Just for reference, this entire argument is as incorrect as it is disingenuous. Setting aside that animal agriculture requires far more land to grow crops (and thus more land plowed) to feed the animals before you eat them than just eating the crops, the number of animals killed on roadways is about 100 times higher and the number directly killed for consumption as part of animal agriculture is more like 10,000 times as many.
Plowing a field is loud and slow, and the actual act of turning over the ground disturbs the ground a lot which can be detected several meters away. Animals are not dumb, most will run away. The majority of animals that would die as a result of plowing a field will be ones escaping that get picked off by birds of prey.
The biggest human caused problems with plowing that contribute to animal deaths are from starting around the edges of a field and circling your way inward as most small animals will instinctively run into the grass rather than across the wide open already plowed area, in order to avoid those birds of prey. Simply avoiding this pattern or even using no-till planting can further reduce unnecessary animal deaths by providing an escape route.
Source: my neighbour is a retired agronomy professor
CW: talking about animal death
Just for reference, this entire argument is as incorrect as it is disingenuous. Setting aside that animal agriculture requires far more land to grow crops (and thus more land plowed) to feed the animals before you eat them than just eating the crops, the number of animals killed on roadways is about 100 times higher and the number directly killed for consumption as part of animal agriculture is more like 10,000 times as many.
Plowing a field is loud and slow, and the actual act of turning over the ground disturbs the ground a lot which can be detected several meters away. Animals are not dumb, most will run away. The majority of animals that would die as a result of plowing a field will be ones escaping that get picked off by birds of prey.

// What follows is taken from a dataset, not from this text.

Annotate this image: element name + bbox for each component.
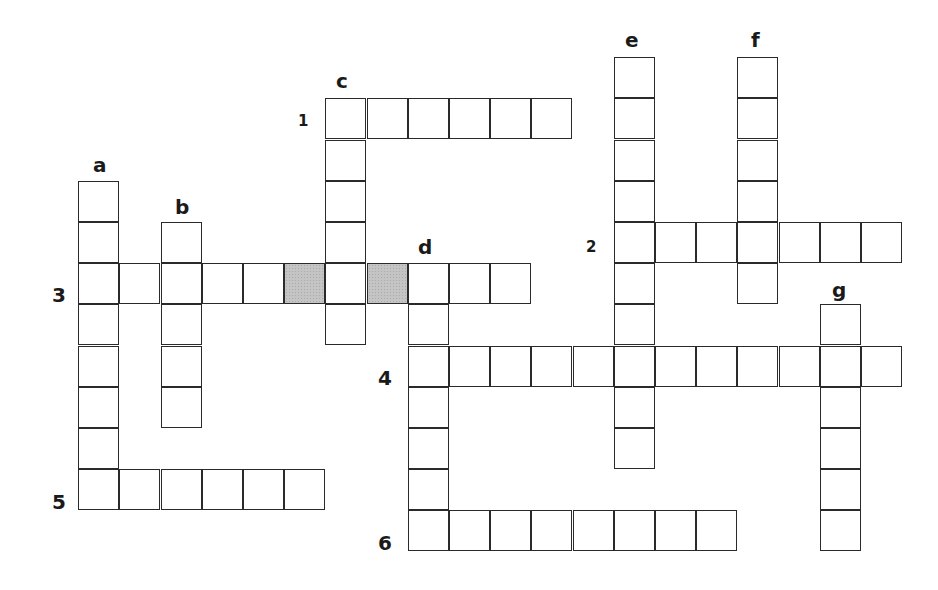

The biggest human caused problems with plowing that contribute to animal deaths are from starting around the edges of a field and circling your way inward as most small animals will instinctively run into the grass rather than across the wide open already plowed area, in order to avoid those birds of prey. Simply avoiding this pattern or even using no-till planting can further reduce unnecessary animal deaths by providing an escape route.